Last Friday Home Secretary Alan Johnson fired the government’s chief drugs advisor, Professor David Nutt, for speaking out against government policy: for saying the unsayable, that alcohol and tobacco are more harmful than cannabis. This inconvenient truth has been, for a long time, the elephant in the room – metaphorically rather than hallucinogenically. Indeed a rare non-rubbish Horizon covered the same ground some time ago.

But governments don’t govern by evidence: they govern by expedience.

One death from tobacco-related lung cancer or alcohol-related liver failure is a statistic. One death from ecstasy is a front-page story, a week of leader articles and why-oh-why fodder for an officeful of lazy, smoking, drinking hacks. The Daily Mail has more influence on government drugs policy than any scientist, or any fact.

(Similarly, deaths on the road are considered “acceptable”. Crushed between two 12m, 44 tonne, six axle articulated lorries carrying fizzy weak Eurobeer to satiate the Friday night binges lubricating the traditional British weekend? Statistic. Span off when driving too fast on an icy road to die in a ditch polluted by a local factory? Statistic. Unless of course you were daft enough to get in a car driven by a drunk bodyguard and didn’t wear your seatbelt: then you’re the People’s Statistic.)

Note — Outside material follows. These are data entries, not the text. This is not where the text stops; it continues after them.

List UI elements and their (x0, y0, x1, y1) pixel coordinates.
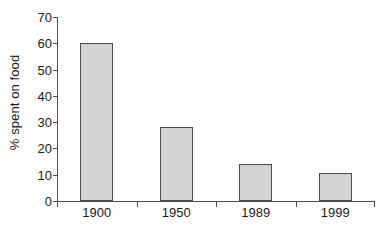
y-axis-title-label: % spent on food (8, 55, 23, 150)
x-axis-tick-labels: 1900195019891999 (57, 206, 375, 230)
y-tick-mark (53, 17, 58, 18)
bar (319, 173, 352, 201)
y-tick-label: 40 (38, 89, 52, 102)
y-tick-mark (53, 43, 58, 44)
y-axis-line (57, 17, 58, 201)
y-tick-mark (53, 175, 58, 176)
y-tick-label: 0 (45, 195, 52, 208)
y-tick-label: 20 (38, 142, 52, 155)
plot-area (57, 17, 375, 201)
y-tick-label: 60 (38, 37, 52, 50)
x-tick-label: 1999 (321, 206, 350, 219)
y-tick-mark (53, 96, 58, 97)
y-tick-label: 70 (38, 11, 52, 24)
y-tick-mark (53, 148, 58, 149)
bar (239, 164, 272, 201)
bar (160, 127, 193, 201)
x-tick-label: 1950 (162, 206, 191, 219)
x-tick-label: 1989 (241, 206, 270, 219)
y-tick-label: 10 (38, 168, 52, 181)
y-tick-label: 50 (38, 63, 52, 76)
y-tick-label: 30 (38, 116, 52, 129)
x-tick-label: 1900 (82, 206, 111, 219)
y-tick-mark (53, 70, 58, 71)
bar (80, 43, 113, 201)
y-axis-tick-labels: 010203040506070 (26, 0, 52, 236)
bar-chart: % spent on food 010203040506070 19001950… (0, 0, 385, 236)
y-tick-mark (53, 122, 58, 123)
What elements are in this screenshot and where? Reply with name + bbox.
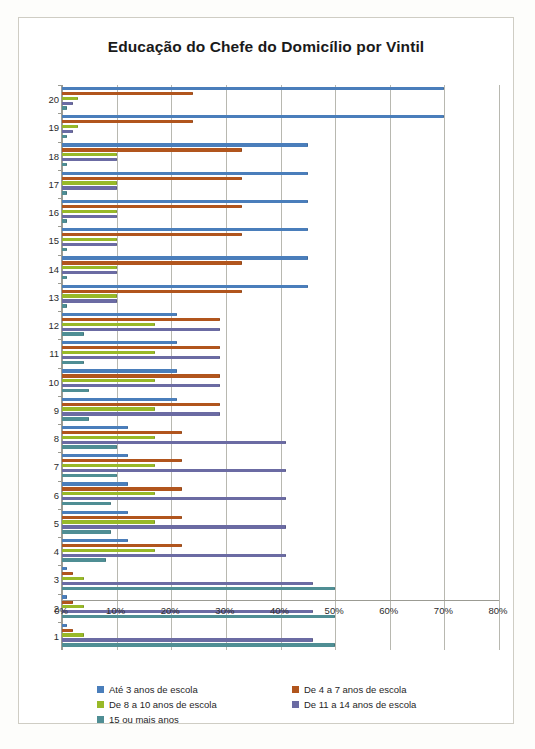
legend-item[interactable]: De 8 a 10 anos de escola — [97, 699, 217, 710]
bar[interactable] — [62, 186, 117, 189]
bar[interactable] — [62, 106, 67, 109]
bar[interactable] — [62, 285, 308, 288]
bar[interactable] — [62, 266, 117, 269]
bar[interactable] — [62, 181, 117, 184]
bar[interactable] — [62, 238, 117, 241]
bar[interactable] — [62, 643, 335, 646]
bar[interactable] — [62, 577, 84, 580]
bar[interactable] — [62, 200, 308, 203]
bar[interactable] — [62, 115, 444, 118]
bar[interactable] — [62, 346, 220, 349]
bar[interactable] — [62, 554, 286, 557]
bar[interactable] — [62, 294, 117, 297]
bar[interactable] — [62, 379, 155, 382]
bar[interactable] — [62, 445, 117, 448]
bar[interactable] — [62, 87, 444, 90]
bar[interactable] — [62, 567, 67, 570]
legend-item[interactable]: Até 3 anos de escola — [97, 684, 198, 695]
bar[interactable] — [62, 530, 111, 533]
bar[interactable] — [62, 572, 73, 575]
bar[interactable] — [62, 332, 84, 335]
bar[interactable] — [62, 629, 73, 632]
bar[interactable] — [62, 516, 182, 519]
bar[interactable] — [62, 261, 242, 264]
bar[interactable] — [62, 148, 242, 151]
bar[interactable] — [62, 143, 308, 146]
legend-item[interactable]: 15 ou mais anos — [97, 714, 179, 725]
bar[interactable] — [62, 412, 220, 415]
bar[interactable] — [62, 135, 67, 138]
bar[interactable] — [62, 158, 117, 161]
bar[interactable] — [62, 441, 286, 444]
bar[interactable] — [62, 384, 220, 387]
bar[interactable] — [62, 492, 155, 495]
bar[interactable] — [62, 497, 286, 500]
bar[interactable] — [62, 233, 242, 236]
bar[interactable] — [62, 403, 220, 406]
bar[interactable] — [62, 624, 67, 627]
bar[interactable] — [62, 417, 89, 420]
bar[interactable] — [62, 177, 242, 180]
bar[interactable] — [62, 539, 128, 542]
bar[interactable] — [62, 271, 117, 274]
bar[interactable] — [62, 153, 117, 156]
bar[interactable] — [62, 487, 182, 490]
bar[interactable] — [62, 97, 78, 100]
legend-item[interactable]: De 4 a 7 anos de escola — [292, 684, 406, 695]
bar[interactable] — [62, 587, 335, 590]
bar[interactable] — [62, 595, 67, 598]
bar[interactable] — [62, 210, 117, 213]
bar[interactable] — [62, 469, 286, 472]
bar[interactable] — [62, 369, 177, 372]
bar[interactable] — [62, 205, 242, 208]
bar[interactable] — [62, 125, 78, 128]
bar[interactable] — [62, 436, 155, 439]
bar[interactable] — [62, 474, 117, 477]
bar[interactable] — [62, 431, 182, 434]
bar[interactable] — [62, 248, 67, 251]
bar[interactable] — [62, 633, 84, 636]
bar[interactable] — [62, 341, 177, 344]
bar[interactable] — [62, 454, 128, 457]
bar[interactable] — [62, 582, 313, 585]
bar[interactable] — [62, 389, 89, 392]
bar[interactable] — [62, 520, 155, 523]
bar[interactable] — [62, 304, 67, 307]
bar[interactable] — [62, 313, 177, 316]
bar[interactable] — [62, 243, 117, 246]
bar[interactable] — [62, 638, 313, 641]
bar[interactable] — [62, 549, 155, 552]
bar[interactable] — [62, 102, 73, 105]
bar[interactable] — [62, 426, 128, 429]
bar[interactable] — [62, 374, 220, 377]
bar[interactable] — [62, 219, 67, 222]
bar[interactable] — [62, 525, 286, 528]
bar[interactable] — [62, 398, 177, 401]
bar[interactable] — [62, 558, 106, 561]
bar[interactable] — [62, 459, 182, 462]
bar[interactable] — [62, 299, 117, 302]
bar[interactable] — [62, 290, 242, 293]
bar[interactable] — [62, 356, 220, 359]
bar[interactable] — [62, 172, 308, 175]
bar[interactable] — [62, 228, 308, 231]
bar[interactable] — [62, 215, 117, 218]
bar[interactable] — [62, 361, 84, 364]
bar[interactable] — [62, 544, 182, 547]
bar[interactable] — [62, 482, 128, 485]
legend-item[interactable]: De 11 a 14 anos de escola — [292, 699, 416, 710]
bar[interactable] — [62, 130, 73, 133]
bar[interactable] — [62, 502, 111, 505]
bar[interactable] — [62, 163, 67, 166]
bar[interactable] — [62, 464, 155, 467]
bar[interactable] — [62, 328, 220, 331]
bar[interactable] — [62, 318, 220, 321]
bar[interactable] — [62, 256, 308, 259]
bar[interactable] — [62, 120, 193, 123]
bar[interactable] — [62, 92, 193, 95]
bar[interactable] — [62, 276, 67, 279]
bar[interactable] — [62, 407, 155, 410]
bar[interactable] — [62, 511, 128, 514]
bar[interactable] — [62, 191, 67, 194]
bar[interactable] — [62, 323, 155, 326]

Political expediency ensures that tobacco and alcohol are legal and (not particularly well) regulated, despite the costs in lives, in time and in money. That same expediency rejects the evidence-based analysis that would logically lead to legalisation and regulation of (according to Nutt) lower-harm drugs like cannabis. The belief is that the votes of Middle Britain would go elsewhere, at least in the present generation, mostly thanks to sky-falling-in tabloid articles written by journalists who, of course, have never taken any illegal drugs themselves.

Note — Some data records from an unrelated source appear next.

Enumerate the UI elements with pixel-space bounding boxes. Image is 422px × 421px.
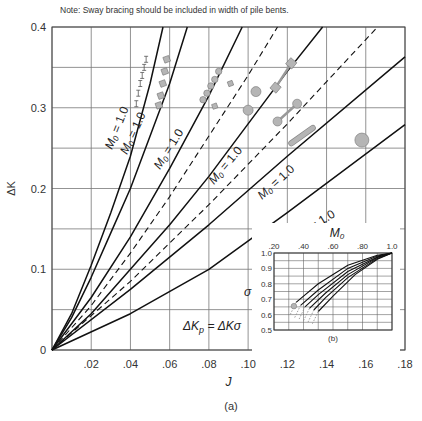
inset-y-tick: 0.9 (261, 264, 273, 273)
x-tick-label: .16 (358, 358, 373, 370)
inset-x-tick: .40 (298, 242, 310, 251)
curve-label: M0 = 1.0 (255, 162, 299, 203)
x-tick-label: .06 (162, 358, 177, 370)
x-tick-label: .10 (240, 358, 255, 370)
figure-caption-a: (a) (224, 400, 237, 412)
inset-caption: (b) (328, 334, 338, 343)
x-tick-label: .14 (319, 358, 334, 370)
inset-y-tick: 0.6 (261, 311, 273, 320)
curve-label: M0 = 1.0 (151, 126, 188, 172)
y-tick-label: 0.3 (31, 102, 46, 114)
inset-x-tick: .60 (327, 242, 339, 251)
x-tick-label: .02 (84, 358, 99, 370)
y-tick-label: 0.1 (31, 263, 46, 275)
inset-y-tick: 0.7 (261, 295, 273, 304)
inset-y-tick: 0.8 (261, 280, 273, 289)
inset-y-label: σ (244, 285, 252, 299)
curve-labels: M0 = 1.0M0 = 1.0M0 = 1.0M0 = 1.0M0 = 1.0… (102, 104, 339, 243)
inset-y-tick: 0.5 (261, 326, 273, 335)
x-tick-label: .08 (201, 358, 216, 370)
y-tick-label: 0 (40, 344, 46, 356)
x-axis: .02.04.06.08.10.12.14.16.18J (84, 358, 413, 389)
x-tick-label: .18 (397, 358, 412, 370)
x-tick-label: .04 (123, 358, 138, 370)
curve-label: M0 = 1.0 (206, 143, 247, 187)
y-tick-label: 0.4 (31, 21, 46, 33)
formula-annotation: ΔKp = ΔKσ (182, 319, 242, 335)
y-tick-label: 0.2 (31, 183, 46, 195)
y-axis-label: ΔK (5, 180, 17, 195)
x-axis-label: J (225, 375, 233, 389)
y-axis: 00.10.20.30.4ΔK (5, 21, 46, 356)
inset-chart-b: .20.40.60.801.01.00.90.80.70.60.5M0σ(b) (244, 223, 400, 352)
inset-x-tick: .80 (357, 242, 369, 251)
x-tick-label: .12 (280, 358, 295, 370)
main-chart: .02.04.06.08.10.12.14.16.18J00.10.20.30.… (0, 0, 422, 421)
inset-y-tick: 1.0 (261, 249, 273, 258)
inset-x-tick: 1.0 (386, 242, 398, 251)
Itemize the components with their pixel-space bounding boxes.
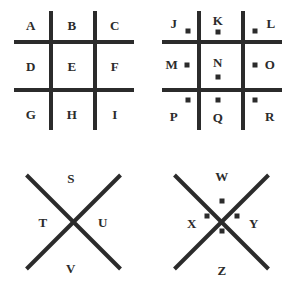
cipher-letter-y: Y bbox=[249, 217, 259, 230]
cipher-dot-k bbox=[216, 30, 221, 35]
cipher-letter-d: D bbox=[26, 60, 36, 73]
cipher-letter-c: C bbox=[110, 19, 120, 32]
cipher-letter-r: R bbox=[265, 110, 275, 123]
cipher-dot-j bbox=[186, 29, 191, 34]
cipher-letter-s: S bbox=[67, 172, 75, 185]
cipher-letter-b: B bbox=[67, 19, 76, 32]
cipher-letter-j: J bbox=[171, 17, 178, 30]
grid-line-vertical-left bbox=[49, 11, 53, 130]
cipher-letter-g: G bbox=[26, 108, 37, 121]
cipher-dot-m bbox=[185, 63, 190, 68]
panel-grid-plain: A B C D E F G H I bbox=[0, 0, 148, 143]
cipher-dot-p bbox=[186, 98, 191, 103]
panel-cross-plain: S T U V bbox=[0, 143, 148, 285]
cipher-letter-v: V bbox=[66, 262, 76, 275]
cipher-letter-q: Q bbox=[213, 111, 224, 124]
cipher-dot-l bbox=[253, 29, 258, 34]
cipher-dot-z bbox=[220, 229, 225, 234]
grid-line-horizontal-top bbox=[14, 40, 134, 44]
grid-line-vertical-right bbox=[241, 11, 245, 130]
cipher-dot-r bbox=[253, 98, 258, 103]
cipher-letter-m: M bbox=[166, 58, 179, 71]
cipher-letter-w: W bbox=[215, 170, 229, 183]
cipher-letter-l: L bbox=[266, 17, 275, 30]
cipher-letter-z: Z bbox=[217, 264, 226, 277]
cipher-letter-x: X bbox=[187, 217, 197, 230]
cipher-dot-n bbox=[216, 75, 221, 80]
cipher-letter-e: E bbox=[67, 60, 76, 73]
cipher-letter-p: P bbox=[170, 110, 178, 123]
grid-line-vertical-right bbox=[93, 11, 97, 130]
cipher-dot-q bbox=[216, 98, 221, 103]
cipher-letter-i: I bbox=[112, 108, 118, 121]
panel-grid-dotted: J K L M N O P Q R bbox=[148, 0, 296, 143]
cipher-dot-x bbox=[205, 214, 210, 219]
grid-line-horizontal-top bbox=[162, 40, 282, 44]
grid-line-horizontal-bottom bbox=[14, 88, 134, 92]
cipher-letter-n: N bbox=[213, 56, 223, 69]
cipher-letter-u: U bbox=[98, 216, 108, 229]
pigpen-cipher-key-diagram: A B C D E F G H I J K L M N O P Q R bbox=[0, 0, 296, 285]
cipher-dot-w bbox=[220, 199, 225, 204]
panel-cross-dotted: W X Y Z bbox=[148, 143, 296, 285]
cipher-letter-a: A bbox=[26, 19, 36, 32]
grid-line-horizontal-bottom bbox=[162, 88, 282, 92]
cipher-letter-k: K bbox=[213, 14, 224, 27]
cipher-dot-o bbox=[253, 63, 258, 68]
cipher-letter-o: O bbox=[265, 58, 276, 71]
grid-line-vertical-left bbox=[197, 11, 201, 130]
cipher-letter-f: F bbox=[111, 60, 119, 73]
cipher-letter-h: H bbox=[67, 108, 78, 121]
cipher-letter-t: T bbox=[38, 216, 47, 229]
cipher-dot-y bbox=[235, 214, 240, 219]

Politically, David Nutt had to go. He had proclaimed the emperor’s nudity from the rooftops and most significantly he had criticised the government: the emperor was not only starkers, but a big old Fatty McFat Fat.

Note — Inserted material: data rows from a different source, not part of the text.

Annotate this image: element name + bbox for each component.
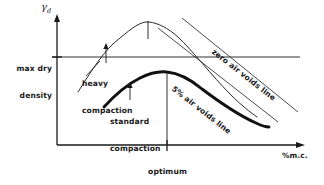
compaction-curve-figure: γd max dry density heavy compaction stan… xyxy=(0,0,324,185)
heavy-compaction-line1: heavy xyxy=(82,80,133,89)
zero-air-voids-line xyxy=(182,18,298,112)
y-axis-arrowhead xyxy=(54,14,60,22)
heavy-compaction-arrowhead xyxy=(103,43,108,49)
optimum-moisture-content-label: optimum moisture content xyxy=(130,150,205,185)
optimum-line1: optimum xyxy=(130,168,205,177)
max-dry-density-label: max dry density xyxy=(2,47,52,119)
y-axis-label-subscript: d xyxy=(47,7,51,15)
y-axis-label: γd xyxy=(41,1,51,16)
x-axis-arrowhead xyxy=(296,142,305,148)
max-dry-density-line2: density xyxy=(2,92,52,101)
max-dry-density-line1: max dry xyxy=(2,65,52,74)
x-axis-label: %m.c. xyxy=(282,152,308,161)
standard-compaction-line1: standard xyxy=(110,118,161,127)
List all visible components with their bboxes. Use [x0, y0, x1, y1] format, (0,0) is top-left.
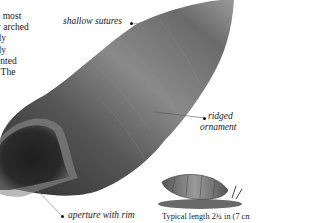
- pointer-dot: [61, 215, 64, 218]
- pointer-dot: [203, 117, 206, 120]
- label-shallow-sutures: shallow sutures: [63, 16, 122, 27]
- pointer-dot: [130, 22, 133, 25]
- label-aperture: aperture with rim: [68, 210, 135, 221]
- label-ridged: ridged: [208, 111, 233, 122]
- label-ornament: ornament: [200, 122, 236, 133]
- size-caption: Typical length 2¾ in (7 cm): [162, 212, 250, 221]
- snail-thumbnail: [158, 174, 242, 209]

I have no problem with the notion that “advisers advise, politicians decide”. I do think that scientists should keep out of politics, mainly for their own sanity. But this goes both ways: politicians should keep out of science. By all means ignore some or all of the advice you’re given, as long as you don’t pretend in public that the advice is something else. Instead, tell us why you’ve rejected it. Plain and simple. We might or might not agree, and we might argue vehemently that you’re wrong, but we’d respect the honesty.

And we desperately need an honest debate about drugs: about the science and about the politics. Sadly that doesn’t seem possible. Scandalously Channel 4 News hasn’t even been able to persuade a single representative of the Home Office to appear on its programme to answer questions about David Nutt’s dismissal.

I guess it’s not seen as politically expedient.